Procesión de la muerte (Procession of Death)
José Solana (José Gutiérrez Solana)
- Date:1930
- Technique:Oil on canvas
- Dimensions:210 x 123 cm
- Category: Painting
- Entry date:1988
- Observations:Entry date: 1988 (from the redistribution of the Museo Español de Arte Contemporáneo [MEAC] collection)
- Register number:AS00871
The macabre Solana, fascinated by the Grim Reaper and the irreversible effects of his visit, is best represented by La procesión de la muerte (Procession of Death). On the subject of these paintings, Emiliano M. Aguilera, a scholar of the painter’s work, claims that José Gutiérrez Solana is showing an influence of the macabre scenes of Brueghel the Elder, Holbein the Younger and Dürer (Ritter, Tod und Teufel [Knight, Death and the Devil]). But it should be noted that the main homage being paid here by Solana is to a specific and equally macabre Spanish tradition particularly embodied by Valdés Leal’s vanitas.

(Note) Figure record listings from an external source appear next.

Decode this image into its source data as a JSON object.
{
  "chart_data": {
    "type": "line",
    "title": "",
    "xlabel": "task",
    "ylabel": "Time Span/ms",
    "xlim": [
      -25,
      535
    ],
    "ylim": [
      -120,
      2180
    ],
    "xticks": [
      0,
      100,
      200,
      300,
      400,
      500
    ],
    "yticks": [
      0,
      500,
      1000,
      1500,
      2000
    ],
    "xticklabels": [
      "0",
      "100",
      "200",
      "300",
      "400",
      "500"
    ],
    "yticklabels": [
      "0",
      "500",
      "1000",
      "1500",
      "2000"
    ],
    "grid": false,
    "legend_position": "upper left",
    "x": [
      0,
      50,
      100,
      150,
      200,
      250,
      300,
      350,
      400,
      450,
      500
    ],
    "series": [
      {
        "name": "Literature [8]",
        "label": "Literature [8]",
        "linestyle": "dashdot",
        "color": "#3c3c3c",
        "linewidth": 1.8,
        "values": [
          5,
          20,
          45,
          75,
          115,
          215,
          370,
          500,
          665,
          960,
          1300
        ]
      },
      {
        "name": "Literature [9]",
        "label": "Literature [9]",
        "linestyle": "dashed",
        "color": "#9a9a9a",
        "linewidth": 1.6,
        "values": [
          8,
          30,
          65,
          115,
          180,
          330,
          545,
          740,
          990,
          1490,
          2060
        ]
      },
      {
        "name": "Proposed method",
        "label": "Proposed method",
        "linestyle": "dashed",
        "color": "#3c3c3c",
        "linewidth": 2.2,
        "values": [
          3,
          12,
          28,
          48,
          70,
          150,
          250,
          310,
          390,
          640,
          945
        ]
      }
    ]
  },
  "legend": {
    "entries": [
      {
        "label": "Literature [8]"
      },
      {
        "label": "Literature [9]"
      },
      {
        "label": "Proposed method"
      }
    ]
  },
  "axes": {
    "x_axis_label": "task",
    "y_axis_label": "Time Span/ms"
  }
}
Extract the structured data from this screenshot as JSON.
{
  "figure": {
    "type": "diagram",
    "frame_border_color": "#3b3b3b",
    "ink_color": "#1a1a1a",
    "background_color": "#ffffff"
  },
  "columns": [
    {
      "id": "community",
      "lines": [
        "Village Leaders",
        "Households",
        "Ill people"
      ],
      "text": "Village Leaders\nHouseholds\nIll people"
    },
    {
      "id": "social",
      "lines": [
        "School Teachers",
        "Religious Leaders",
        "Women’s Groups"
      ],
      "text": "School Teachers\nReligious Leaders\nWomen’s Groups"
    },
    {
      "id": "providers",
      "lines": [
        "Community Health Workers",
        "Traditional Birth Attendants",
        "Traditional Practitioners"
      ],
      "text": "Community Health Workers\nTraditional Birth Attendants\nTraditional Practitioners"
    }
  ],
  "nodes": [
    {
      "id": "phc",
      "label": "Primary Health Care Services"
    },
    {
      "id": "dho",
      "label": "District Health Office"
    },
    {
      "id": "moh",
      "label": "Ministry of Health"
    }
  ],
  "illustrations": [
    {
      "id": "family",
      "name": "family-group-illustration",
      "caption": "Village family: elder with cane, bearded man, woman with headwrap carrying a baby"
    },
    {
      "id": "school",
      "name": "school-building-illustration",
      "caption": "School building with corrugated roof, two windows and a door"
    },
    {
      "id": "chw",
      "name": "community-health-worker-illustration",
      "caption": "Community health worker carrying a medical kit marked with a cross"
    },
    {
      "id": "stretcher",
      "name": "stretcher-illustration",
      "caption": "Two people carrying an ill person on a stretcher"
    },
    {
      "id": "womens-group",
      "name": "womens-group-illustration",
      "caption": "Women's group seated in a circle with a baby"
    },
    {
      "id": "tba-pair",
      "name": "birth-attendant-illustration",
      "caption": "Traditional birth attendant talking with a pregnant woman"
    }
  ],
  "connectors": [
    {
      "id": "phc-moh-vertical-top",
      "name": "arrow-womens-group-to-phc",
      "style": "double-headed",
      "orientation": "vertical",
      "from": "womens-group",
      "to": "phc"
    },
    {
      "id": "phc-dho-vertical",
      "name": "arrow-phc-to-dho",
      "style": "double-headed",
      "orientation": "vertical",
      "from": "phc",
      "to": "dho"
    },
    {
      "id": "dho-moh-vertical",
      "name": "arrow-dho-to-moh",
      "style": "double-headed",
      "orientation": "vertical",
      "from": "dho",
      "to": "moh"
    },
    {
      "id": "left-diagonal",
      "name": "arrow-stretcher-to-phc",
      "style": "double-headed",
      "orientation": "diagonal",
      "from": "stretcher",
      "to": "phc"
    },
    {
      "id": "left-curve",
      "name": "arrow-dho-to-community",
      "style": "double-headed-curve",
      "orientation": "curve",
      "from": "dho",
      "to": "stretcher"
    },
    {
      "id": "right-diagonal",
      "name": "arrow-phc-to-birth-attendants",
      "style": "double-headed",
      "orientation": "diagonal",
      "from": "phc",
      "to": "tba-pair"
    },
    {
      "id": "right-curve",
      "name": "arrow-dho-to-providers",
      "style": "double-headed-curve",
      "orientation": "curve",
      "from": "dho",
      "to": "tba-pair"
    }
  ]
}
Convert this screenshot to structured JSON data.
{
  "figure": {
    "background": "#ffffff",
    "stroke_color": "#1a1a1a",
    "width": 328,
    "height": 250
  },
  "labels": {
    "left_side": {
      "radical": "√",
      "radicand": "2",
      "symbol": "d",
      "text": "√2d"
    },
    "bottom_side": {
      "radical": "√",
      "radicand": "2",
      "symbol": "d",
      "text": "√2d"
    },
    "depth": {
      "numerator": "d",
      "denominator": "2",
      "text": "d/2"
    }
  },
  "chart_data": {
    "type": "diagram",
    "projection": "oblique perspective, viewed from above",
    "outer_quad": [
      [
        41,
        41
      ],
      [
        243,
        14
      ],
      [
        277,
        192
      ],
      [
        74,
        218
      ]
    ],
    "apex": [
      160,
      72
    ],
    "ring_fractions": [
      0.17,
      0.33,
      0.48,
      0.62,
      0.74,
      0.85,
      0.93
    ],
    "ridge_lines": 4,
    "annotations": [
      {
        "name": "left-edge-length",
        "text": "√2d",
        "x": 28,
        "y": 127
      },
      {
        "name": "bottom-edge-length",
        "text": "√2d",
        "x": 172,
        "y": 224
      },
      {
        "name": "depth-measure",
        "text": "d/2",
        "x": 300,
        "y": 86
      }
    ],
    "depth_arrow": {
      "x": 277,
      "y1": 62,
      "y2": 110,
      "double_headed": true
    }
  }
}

The imposing baroque compositions, created to remind the viewer that time is fleeting – tempus fugit– and death is imminent, are reborn in compositions like this striking procession or other similar works by the painter: La guerra (The War, 1920), El espejo de la muerte (The Mirror of Death, circa 1929) and El osario (The Ossuary, 1931), one of the strangest iconographic contributions he made.
The attraction that this kind of scene held for Solana is clearly shown by a story in his España negra (Black Spain), recounting how in Valladolid’s National Sculpture Museum he came across a skeleton carved by the sculptor Gaspar Becerra, its fleshless bones covered with worms.